Eric’s Chattanooga Film Festival Review: The Wave (2020)

ATMOSfx! Woo!
Justin Long waking up from a drug induced bender in The Wave
★★★★ out of ★★★★★
The Wave is a dark sci-fi comedy that explores the collision of hallucinogens, a mid-life crisis, time travel, legal ethics, the afterlife, and lots of really poor decisions. Justin Long stars in this tale of a man who loses everything but finds his own personal truth in the end. Ooooo! Trippy!

Directed by Gille Klabin

It’s a little crazy to realize that Justin Long has been making movies for 21 years now. He first gained notice as the eager Trekkie, Brandon in Galaxy Quest, but got his first big starring role in Jeepers Creepers in a memorable turn as Darry, and you may also recognize him from Drag Me to Hell and Tusk. His boyish appearance and puppy-dog charm also got him lots of roles in stoner comedies and Rom-coms, but now, he’s a middle-aged man, and The Wave serves as a terrific platform for the next phase in his career as it focuses on a man in transition.

Long plays Frank, an unscrupulous lawyer, looking to move up the corporate ladder, in search of affirmation and promotion from his even more unethical boss. He has a lovely fiance, Cheryl (Sarah Minnich) with who bosses him around, and their future together looks to become very pedestrian. On the precipice of the biggest case closing of his career, he decides to sneak out of the house and, in a fit of mid-life anxiety, goes to party with his impish buddy Jeff (Donal Faison, Scrubs). This is the initial bad decision, in a series of bad decisions that will plague Frank in this movie.

Sheila Vand is your hallucinatory trip advisor in The Wave

When going to a bar to celebrate Frank’s big score, Jeff manages to find a couple of two pretty young women, Theresa (Sheila Vand) and Natalie (Katia Winter) who are decidedly not impressed with Frank’s stiff lawyerly ways. But, Frank is smitten with Theresa’s challenging dialogue, and he immediately slips into trying to impress her. This becomes problematic when, after going to the bar, the four of them go to a house party, and Frank finds himself in front of a mysterious and charismatic drug peddler.

In desperation to be cool, and to impress Theresa, the two of them consume a drop of The Wave, a powerful hallucinogen that transports Frank through time, space, and reality. When he finally comes to, he is the only one left remaining at the house party, and he realizes that he is already late for his big closing proposal at his office. Whoops!

This triggers a whole series of spiraling events that could cost him his job, his marriage, his friendships, and his sanity. Frank becomes a lost man in his own life. Theresa has gone missing, but appears to him in his hallucinations like an angel. He is physically blinking in and out of reality and back in forth in time. And, in trying to find answers, manages to put his life, and the life of everyone around him in peril.

Justin Long goes on a trip, the hard way, in The Wave

This is a curious movie, to be sure. There has been a recent trend of drug themed horror movies, like Bliss, Synchronic, and John Dies at The End which explore the transportive potential in hallucinogens. This movie does it too, but with a lighter, more comedic touch. I’m not sure that I would even call it a horror movie so much as it might be a science fiction thriller. In addition to the aforementioned drug themed thrillers, this has elements of The Hangover, Falling Down, and tellingly, A Christmas Carol. In the end, this is a morality tale, with a fantastically dark twist for closure.

I love Long’s straight-man trying to recapture his lost youth. He is a man who has lost his way, and this drug, and all the horrible events that befall Frank inform you of a guy really needing a kick in the ass, but is essentially a sympathetic guy. He reminds me of Keanu Reeves, doe-eyed and bewildered, and like Reeves, has found a way to trade in that boyish doofy charm into middle-aged gullibility. (Think Knock Knock).

This is Gille Klabin’s first feature film, and he shows a knack for snappy editing transitions, and should be credited for keeping all the threads together for a film that easily could have gotten out of control. He has a visual sense that with some fairly simple techniques creates some trippy visuals to great effect. Some of the distortions resemble my Prism phone app paintings, but I found that a great way to convey something just on the other side of reality. Writer Carl W. Lucas gave us a story that managed to zip in and out of reality but never got lost, and better yet, managed to convey the chaos without long exposition sequences.

The Wave is Rated R for heavy drug use and profanity. It was recently playing at the Chattanooga Film Festival and is currently available on Amazon Prime.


WHAT TO WORK ON: If a line in the entries includes "Image", show that line.

RECORDS TO PROCESS:
[Start of section]

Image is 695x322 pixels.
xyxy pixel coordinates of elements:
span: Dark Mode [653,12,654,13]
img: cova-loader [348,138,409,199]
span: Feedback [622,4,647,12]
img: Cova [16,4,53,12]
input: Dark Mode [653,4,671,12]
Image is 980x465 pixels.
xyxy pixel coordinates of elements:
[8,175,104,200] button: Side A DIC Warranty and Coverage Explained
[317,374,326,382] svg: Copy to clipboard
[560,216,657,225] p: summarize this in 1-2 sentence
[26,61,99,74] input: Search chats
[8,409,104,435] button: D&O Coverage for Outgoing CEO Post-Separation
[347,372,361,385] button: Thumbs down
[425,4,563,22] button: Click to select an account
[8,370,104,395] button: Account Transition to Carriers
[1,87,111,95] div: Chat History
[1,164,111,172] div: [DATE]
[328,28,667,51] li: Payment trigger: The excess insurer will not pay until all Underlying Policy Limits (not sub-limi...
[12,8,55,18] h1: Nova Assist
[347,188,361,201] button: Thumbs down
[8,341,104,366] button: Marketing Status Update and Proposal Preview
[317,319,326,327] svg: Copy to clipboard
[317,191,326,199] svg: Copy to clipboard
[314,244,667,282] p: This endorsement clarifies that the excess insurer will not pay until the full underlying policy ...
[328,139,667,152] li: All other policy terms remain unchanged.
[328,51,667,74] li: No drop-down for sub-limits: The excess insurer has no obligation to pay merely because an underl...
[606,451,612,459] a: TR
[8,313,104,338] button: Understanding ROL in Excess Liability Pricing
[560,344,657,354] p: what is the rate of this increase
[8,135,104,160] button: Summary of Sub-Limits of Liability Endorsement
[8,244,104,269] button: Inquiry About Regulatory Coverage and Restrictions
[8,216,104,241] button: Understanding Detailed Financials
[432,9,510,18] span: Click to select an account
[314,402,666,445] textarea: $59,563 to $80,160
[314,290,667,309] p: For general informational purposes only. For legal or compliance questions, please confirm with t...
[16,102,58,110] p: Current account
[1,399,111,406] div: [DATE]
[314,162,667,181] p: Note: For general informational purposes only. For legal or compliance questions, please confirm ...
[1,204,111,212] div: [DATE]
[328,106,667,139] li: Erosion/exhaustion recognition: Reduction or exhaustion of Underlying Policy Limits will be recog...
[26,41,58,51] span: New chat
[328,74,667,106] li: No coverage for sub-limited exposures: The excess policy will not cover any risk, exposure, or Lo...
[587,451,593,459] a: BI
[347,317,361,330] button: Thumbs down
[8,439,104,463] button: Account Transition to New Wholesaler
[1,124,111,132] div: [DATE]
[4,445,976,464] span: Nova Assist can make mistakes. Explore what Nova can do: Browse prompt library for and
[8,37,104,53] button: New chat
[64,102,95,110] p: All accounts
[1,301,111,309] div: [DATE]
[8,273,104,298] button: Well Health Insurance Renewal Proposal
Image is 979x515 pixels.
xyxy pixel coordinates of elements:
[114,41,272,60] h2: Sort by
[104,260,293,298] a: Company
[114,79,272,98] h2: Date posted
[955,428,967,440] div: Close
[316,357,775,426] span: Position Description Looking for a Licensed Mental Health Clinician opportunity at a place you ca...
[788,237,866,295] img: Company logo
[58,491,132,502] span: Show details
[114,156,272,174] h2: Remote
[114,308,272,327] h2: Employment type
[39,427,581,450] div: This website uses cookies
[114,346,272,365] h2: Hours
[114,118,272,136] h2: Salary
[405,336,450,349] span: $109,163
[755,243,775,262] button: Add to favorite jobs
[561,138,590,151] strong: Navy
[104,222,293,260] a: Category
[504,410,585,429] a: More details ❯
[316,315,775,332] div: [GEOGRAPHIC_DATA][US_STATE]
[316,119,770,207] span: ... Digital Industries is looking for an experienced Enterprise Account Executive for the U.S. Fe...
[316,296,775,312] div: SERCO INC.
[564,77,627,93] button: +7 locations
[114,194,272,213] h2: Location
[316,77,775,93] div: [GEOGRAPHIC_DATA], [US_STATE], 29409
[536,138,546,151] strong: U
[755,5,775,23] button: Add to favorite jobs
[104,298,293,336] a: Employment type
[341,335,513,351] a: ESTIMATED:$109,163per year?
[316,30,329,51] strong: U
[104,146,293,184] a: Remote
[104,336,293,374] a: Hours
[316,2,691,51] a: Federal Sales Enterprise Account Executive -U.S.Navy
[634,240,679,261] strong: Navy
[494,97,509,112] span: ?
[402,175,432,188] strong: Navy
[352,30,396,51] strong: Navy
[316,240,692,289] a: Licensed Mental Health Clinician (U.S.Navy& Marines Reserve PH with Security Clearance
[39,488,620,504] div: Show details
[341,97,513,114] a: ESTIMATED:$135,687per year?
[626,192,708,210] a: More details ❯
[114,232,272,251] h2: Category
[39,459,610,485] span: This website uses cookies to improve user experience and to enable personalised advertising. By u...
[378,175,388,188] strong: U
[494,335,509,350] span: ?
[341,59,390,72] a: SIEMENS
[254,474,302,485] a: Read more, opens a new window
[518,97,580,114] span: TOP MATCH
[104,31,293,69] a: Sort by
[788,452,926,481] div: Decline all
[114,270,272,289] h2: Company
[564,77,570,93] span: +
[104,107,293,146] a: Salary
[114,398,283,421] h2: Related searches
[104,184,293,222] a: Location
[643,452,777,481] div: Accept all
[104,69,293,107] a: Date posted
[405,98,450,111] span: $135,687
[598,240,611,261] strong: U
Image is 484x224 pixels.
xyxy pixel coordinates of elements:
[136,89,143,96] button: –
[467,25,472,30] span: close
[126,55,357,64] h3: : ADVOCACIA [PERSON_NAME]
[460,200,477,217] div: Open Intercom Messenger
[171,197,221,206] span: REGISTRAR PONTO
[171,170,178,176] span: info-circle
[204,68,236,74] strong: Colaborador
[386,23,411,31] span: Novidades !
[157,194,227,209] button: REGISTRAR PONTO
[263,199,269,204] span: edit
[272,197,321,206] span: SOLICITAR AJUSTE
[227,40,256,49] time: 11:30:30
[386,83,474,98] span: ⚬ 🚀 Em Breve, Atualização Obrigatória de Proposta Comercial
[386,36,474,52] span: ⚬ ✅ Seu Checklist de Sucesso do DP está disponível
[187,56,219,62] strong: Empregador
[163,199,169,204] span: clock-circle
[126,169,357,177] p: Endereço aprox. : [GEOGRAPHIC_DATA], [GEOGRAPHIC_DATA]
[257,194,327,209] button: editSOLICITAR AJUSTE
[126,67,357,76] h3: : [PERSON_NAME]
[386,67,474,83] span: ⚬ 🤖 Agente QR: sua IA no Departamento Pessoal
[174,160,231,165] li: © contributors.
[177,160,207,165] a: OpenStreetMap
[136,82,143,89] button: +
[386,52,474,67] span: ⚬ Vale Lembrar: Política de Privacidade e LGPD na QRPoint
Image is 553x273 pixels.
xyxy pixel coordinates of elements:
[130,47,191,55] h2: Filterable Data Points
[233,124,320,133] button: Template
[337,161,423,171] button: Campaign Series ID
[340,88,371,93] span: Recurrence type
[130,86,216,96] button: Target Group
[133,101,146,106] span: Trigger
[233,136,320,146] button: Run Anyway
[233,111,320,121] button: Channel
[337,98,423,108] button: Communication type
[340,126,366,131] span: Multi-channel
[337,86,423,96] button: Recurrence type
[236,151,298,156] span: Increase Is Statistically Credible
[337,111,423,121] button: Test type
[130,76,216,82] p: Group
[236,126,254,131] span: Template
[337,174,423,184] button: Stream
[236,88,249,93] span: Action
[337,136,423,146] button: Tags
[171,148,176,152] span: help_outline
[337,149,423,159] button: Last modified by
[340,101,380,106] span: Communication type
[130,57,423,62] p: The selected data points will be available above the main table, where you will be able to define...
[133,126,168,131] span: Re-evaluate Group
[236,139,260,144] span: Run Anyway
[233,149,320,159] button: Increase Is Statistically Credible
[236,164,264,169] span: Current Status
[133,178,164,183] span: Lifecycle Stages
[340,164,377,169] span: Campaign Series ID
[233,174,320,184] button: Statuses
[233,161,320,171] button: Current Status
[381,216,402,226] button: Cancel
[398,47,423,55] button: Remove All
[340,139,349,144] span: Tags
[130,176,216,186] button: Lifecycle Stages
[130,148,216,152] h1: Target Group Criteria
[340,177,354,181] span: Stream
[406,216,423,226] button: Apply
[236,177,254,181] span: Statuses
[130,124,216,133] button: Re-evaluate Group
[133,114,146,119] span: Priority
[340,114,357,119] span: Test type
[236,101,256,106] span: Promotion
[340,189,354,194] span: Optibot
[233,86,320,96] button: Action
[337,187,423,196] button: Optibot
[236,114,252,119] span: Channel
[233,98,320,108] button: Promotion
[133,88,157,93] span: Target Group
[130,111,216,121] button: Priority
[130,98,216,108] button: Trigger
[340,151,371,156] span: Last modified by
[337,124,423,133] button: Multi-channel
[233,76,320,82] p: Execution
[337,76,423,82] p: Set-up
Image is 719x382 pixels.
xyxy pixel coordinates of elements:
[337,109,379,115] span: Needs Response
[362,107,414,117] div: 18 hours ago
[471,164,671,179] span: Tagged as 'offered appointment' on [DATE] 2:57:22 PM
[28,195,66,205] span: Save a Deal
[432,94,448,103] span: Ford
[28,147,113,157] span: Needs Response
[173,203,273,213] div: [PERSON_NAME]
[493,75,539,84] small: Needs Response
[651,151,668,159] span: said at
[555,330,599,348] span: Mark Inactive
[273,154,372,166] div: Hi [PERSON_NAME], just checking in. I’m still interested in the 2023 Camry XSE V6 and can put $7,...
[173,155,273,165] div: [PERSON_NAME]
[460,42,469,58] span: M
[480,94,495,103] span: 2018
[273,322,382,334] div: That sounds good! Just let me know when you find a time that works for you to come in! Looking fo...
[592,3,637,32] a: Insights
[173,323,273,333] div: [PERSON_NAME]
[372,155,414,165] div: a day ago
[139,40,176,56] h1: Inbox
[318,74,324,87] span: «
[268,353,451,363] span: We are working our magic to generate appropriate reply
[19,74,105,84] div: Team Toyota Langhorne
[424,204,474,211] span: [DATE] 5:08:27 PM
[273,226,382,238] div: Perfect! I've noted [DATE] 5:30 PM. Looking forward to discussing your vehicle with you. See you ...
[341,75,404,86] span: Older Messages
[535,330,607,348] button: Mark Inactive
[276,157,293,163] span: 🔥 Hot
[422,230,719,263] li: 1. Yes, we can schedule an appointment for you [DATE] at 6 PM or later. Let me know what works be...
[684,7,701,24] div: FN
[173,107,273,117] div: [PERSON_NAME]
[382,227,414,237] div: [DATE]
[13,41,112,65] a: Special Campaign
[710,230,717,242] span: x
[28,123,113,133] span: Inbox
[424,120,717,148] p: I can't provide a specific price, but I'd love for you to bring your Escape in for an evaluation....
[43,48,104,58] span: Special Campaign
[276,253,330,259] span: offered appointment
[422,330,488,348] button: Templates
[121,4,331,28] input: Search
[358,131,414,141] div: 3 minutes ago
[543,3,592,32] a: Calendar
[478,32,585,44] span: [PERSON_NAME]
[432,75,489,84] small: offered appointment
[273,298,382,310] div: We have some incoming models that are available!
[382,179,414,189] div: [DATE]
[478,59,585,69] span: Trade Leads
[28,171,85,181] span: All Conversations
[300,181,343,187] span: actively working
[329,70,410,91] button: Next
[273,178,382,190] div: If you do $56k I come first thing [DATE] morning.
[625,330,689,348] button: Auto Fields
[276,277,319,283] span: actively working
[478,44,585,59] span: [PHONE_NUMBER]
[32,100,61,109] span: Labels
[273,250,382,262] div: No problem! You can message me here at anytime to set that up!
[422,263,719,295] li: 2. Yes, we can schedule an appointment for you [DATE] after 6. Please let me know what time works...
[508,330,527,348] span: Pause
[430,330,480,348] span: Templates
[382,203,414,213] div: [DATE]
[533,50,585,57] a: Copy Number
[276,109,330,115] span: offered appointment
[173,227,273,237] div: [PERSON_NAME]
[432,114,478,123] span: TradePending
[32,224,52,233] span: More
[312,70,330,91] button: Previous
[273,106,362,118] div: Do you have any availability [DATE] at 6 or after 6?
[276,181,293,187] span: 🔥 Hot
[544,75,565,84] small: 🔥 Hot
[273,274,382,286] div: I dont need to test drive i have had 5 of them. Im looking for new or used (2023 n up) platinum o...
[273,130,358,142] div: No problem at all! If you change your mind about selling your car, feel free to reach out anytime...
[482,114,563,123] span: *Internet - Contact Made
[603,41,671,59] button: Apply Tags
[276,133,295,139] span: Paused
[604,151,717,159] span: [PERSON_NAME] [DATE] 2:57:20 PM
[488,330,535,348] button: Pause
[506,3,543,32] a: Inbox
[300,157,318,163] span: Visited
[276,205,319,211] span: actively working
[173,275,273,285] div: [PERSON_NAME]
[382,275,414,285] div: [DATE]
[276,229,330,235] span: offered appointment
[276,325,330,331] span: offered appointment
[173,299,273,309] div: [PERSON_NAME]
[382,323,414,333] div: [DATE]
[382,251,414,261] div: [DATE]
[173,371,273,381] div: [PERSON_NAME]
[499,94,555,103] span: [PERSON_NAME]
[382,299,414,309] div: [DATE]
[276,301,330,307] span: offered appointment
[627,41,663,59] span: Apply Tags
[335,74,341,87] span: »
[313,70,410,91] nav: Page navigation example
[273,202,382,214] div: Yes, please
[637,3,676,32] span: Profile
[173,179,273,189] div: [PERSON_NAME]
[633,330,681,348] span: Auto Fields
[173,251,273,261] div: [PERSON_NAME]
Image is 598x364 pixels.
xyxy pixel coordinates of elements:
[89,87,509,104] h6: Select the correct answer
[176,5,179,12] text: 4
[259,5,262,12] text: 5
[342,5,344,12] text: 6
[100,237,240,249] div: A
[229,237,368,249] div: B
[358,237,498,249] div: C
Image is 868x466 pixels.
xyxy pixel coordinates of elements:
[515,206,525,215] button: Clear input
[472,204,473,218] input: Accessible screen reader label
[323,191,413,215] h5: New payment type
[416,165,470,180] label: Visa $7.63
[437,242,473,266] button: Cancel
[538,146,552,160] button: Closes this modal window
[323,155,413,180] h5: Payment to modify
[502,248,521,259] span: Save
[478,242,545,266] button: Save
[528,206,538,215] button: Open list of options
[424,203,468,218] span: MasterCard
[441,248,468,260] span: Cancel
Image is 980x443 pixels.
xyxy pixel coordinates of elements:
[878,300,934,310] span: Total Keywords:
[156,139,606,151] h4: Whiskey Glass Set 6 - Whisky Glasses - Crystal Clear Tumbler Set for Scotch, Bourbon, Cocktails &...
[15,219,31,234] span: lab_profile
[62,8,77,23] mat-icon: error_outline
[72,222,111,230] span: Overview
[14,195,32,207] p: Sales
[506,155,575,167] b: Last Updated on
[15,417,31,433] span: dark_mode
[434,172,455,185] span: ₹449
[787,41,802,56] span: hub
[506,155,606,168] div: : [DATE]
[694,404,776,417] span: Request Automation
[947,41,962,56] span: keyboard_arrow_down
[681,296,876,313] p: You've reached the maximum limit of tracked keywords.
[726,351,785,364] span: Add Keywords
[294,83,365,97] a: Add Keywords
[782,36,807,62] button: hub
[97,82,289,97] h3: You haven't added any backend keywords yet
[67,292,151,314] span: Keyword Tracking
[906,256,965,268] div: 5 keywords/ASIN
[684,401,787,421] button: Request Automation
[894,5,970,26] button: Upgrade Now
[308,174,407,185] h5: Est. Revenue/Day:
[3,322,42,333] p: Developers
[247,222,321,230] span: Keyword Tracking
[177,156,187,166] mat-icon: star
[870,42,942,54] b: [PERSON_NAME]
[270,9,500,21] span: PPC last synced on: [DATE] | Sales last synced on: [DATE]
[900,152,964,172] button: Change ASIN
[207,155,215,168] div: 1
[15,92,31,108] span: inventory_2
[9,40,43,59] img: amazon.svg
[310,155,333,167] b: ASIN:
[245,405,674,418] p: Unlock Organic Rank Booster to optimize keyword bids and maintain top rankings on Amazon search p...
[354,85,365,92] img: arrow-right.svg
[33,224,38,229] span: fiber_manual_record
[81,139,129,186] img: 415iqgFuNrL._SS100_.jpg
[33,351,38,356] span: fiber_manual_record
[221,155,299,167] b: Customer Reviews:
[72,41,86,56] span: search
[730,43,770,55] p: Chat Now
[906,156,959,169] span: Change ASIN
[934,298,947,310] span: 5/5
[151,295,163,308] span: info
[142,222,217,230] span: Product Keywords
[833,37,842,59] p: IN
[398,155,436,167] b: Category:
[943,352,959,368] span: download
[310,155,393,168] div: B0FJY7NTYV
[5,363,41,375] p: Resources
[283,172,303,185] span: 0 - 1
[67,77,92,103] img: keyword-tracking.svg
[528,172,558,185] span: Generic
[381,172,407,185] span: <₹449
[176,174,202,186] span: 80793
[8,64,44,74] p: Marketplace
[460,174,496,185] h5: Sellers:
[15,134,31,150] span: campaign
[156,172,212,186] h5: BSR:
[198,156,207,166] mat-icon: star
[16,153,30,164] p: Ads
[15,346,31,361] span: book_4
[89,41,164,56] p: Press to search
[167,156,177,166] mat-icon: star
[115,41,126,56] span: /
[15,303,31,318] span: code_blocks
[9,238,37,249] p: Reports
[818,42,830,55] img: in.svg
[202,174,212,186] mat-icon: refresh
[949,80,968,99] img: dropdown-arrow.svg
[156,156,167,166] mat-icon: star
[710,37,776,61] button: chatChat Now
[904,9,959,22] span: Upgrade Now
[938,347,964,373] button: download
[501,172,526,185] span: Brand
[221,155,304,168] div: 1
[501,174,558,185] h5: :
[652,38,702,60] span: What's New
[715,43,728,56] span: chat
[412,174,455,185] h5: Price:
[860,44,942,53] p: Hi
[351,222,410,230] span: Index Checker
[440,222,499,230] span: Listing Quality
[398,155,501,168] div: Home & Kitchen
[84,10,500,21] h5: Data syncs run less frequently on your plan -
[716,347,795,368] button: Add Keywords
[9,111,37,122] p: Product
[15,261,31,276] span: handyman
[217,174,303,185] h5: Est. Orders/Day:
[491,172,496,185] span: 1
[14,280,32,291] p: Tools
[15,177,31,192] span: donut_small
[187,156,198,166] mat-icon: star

[End of section]

WRITTEN ANSWER:
Image is 695x322 pixels.
Image is 980x465 pixels.
Image is 979x515 pixels.
Image is 484x224 pixels.
Image is 553x273 pixels.
Image is 719x382 pixels.
Image is 598x364 pixels.
Image is 868x466 pixels.
Image is 980x443 pixels.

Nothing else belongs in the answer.